The Movement Splits - Again

NEM-g

Probably a healthy development:

The praise for Obama inside HRC's fancy dinner and the denunciations of Obama in the streets of D.C. seemed to unequivocally confirm the split that's emerged in the gay community in the aftermath of the passage of Proposition 8 in California. On one side, the grassroots, the netroots, many younger GLBT people and the Stonewall 2.0 folks, who are pissed off, mad as hell and aren't gonna take it anymore. On the other side, the gay activist establishment, which seems to believe that business-as-usual "slow and steady" is still the way to go.

About halfway through the National Equality March, when it became clear that the turnout was big enough for the march to be deemed a huge success, a reporter said to Cleve Jones, "You realize you just split the gay movement in two."

Jones nodded and grinned.

This is a very old fault-line in most civil rights movements. I do want to say again that the words Obama spoke on Saturday were meaningful and welcome and hopeful. I do not doubt his good intentions. I believe in his presidency and its transformative potential. I also understand the need for ruthless pragmatism at times. And ruthless is something Obama has actually been on many hard issues - ruthlessly putting pragmatism before purism, while not conceding principle.

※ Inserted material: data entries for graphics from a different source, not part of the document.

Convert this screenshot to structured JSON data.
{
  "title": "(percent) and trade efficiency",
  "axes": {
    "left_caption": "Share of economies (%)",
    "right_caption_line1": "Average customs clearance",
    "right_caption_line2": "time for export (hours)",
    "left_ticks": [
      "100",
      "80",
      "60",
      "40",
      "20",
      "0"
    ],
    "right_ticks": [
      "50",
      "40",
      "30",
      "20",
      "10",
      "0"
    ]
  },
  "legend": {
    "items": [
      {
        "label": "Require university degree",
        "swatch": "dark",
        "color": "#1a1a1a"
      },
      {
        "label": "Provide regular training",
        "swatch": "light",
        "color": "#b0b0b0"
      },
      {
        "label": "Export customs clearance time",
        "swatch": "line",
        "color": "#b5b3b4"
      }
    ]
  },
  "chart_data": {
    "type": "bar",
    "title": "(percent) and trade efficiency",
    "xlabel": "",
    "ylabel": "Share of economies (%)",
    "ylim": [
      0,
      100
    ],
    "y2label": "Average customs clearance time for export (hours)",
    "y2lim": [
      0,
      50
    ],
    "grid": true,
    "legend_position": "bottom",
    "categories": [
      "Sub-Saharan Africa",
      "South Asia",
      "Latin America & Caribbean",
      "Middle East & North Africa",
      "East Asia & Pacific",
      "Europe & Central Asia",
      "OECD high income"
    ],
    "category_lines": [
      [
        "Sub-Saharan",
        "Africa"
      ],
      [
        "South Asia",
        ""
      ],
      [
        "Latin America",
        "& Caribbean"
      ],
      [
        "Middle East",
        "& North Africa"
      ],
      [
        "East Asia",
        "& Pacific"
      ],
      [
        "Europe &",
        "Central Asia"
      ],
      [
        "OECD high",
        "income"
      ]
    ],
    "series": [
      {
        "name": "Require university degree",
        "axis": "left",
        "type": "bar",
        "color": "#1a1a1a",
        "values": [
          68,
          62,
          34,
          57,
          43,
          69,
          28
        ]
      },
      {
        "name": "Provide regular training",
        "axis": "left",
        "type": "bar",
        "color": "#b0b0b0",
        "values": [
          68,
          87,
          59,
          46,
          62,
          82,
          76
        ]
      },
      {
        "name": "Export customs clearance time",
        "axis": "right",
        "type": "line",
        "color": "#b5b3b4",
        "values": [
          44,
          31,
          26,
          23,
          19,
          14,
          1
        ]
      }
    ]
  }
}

But it seems to me to disrespect the president if we do not demand the change he represented. Trusting a leader to deliver was not, despite the cat-calls from the right, the point of the Obama campaign. It became bigger than him. It must remain bigger than him.

The president wasn't vilified on the streets on Sunday as he has been recently. We are not attacking the president; we are simply demanding he do what he promised to do and supporting the troops who do not have the luxury of deciding to wait before they risk their lives for us.

We know it isn't easy; but the Democrats need to know we weren't kidding. You cannot summon these forces and then ask them to leave the stage. We won't.

Remember: we are the ones we've been waiting for. Not him, us.